On Saturday night, South Korean Prime Minister Chung Sye-kyun said in a nationally televised address that the virus outbreak had entered “a more grave stage” and repeated the government is making all-out efforts to contain the further spread of the disease. Chung also said his government will sternly deal with any acts that hamper national quarantine efforts.
Other parts of South Korea are also gripped by a frenzy over the outbreak. TV stations air all-day special broadcasts on infections, social media are full of virus-related information and rumors and some sports games were held with no spectators.
On Sunday, a usually crowded express bus terminal in Seoul saw much fewer visitors, many of them wearing masks.
“I think there is no safe zone so there is nothing we can do other than being more attentive to our own sanitary management,” Choung Youn-back, 71, a Seoul resident, said before taking a bus to the southeastern region. “I think (the danger of infection) is the same everywhere, in Seoul or other regions.

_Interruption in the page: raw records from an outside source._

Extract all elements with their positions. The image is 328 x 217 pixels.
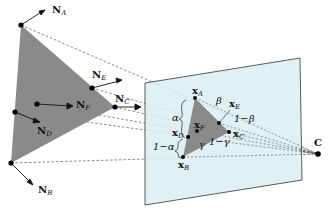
world-triangle: [11, 25, 115, 163]
label-ND: ND: [37, 126, 52, 138]
label-NB: NB: [38, 185, 52, 197]
label-xB: xB: [178, 160, 189, 172]
label-xF: xF: [194, 120, 205, 132]
label-gamma: γ: [199, 140, 205, 150]
label-xE: xE: [229, 99, 240, 111]
label-xD: xD: [172, 128, 184, 140]
label-alpha: α: [172, 113, 179, 123]
label-xA: xA: [192, 86, 203, 98]
label-xC: xC: [233, 129, 244, 141]
label-camera-C: C: [314, 138, 322, 148]
label-one-minus-beta: 1−β: [234, 114, 255, 124]
label-NE: NE: [92, 70, 106, 82]
label-NF: NF: [76, 100, 90, 112]
label-NA: NA: [52, 5, 66, 17]
label-beta: β: [216, 96, 222, 106]
label-one-minus-gamma: 1−γ: [209, 137, 230, 147]
label-NC: NC: [115, 94, 130, 106]
label-one-minus-alpha: 1−α: [153, 142, 175, 152]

Globally, more than 78,000 people have been infected in 29 countries.
The South Korean flight that landed at Tel Aviv’s Ben Gurion airport Saturday evening was taxied away from the allotted terminal while authorities evacuated and quarantined 12 Israelis and returned the rest of the passengers to Seoul, Israeli media reported.
Yonhap news agency cited Seoul’s Foreign Ministry as registering a strong protest with the Israeli government. The Foreign Ministry told Israel that no excessive, unreasonable measures should be taken against South Korean nationals, according to the report.
The Foreign Ministry said Sunday that it was closely monitoring the reported incident and providing active consular assistance to South Koreans staying in Israel under close consultations with authorities there. It said it will evacuate South Korean tourists from Israel at an early date if necessary.
According to Yonhap, the plane was returning to South Korea on Sunday afternoon.
South Korea earlier informed Israel that a group of tourists who traveled to Israel and the West Bank for a week this month tested positive for the virus upon returning home. Israeli and Palestinian health authorities asked people who were in close contact with the tourists to quarantine themselves.
Jeong said Sunday that 18 of the 39 South Koreans from the southeastern region who had made a group pilgrimage to sites in Israel had contracted the virus. She said the 21 others were being tested. Forty-one Catholic churches in their neighborhoods halted Sunday Masses and other gatherings.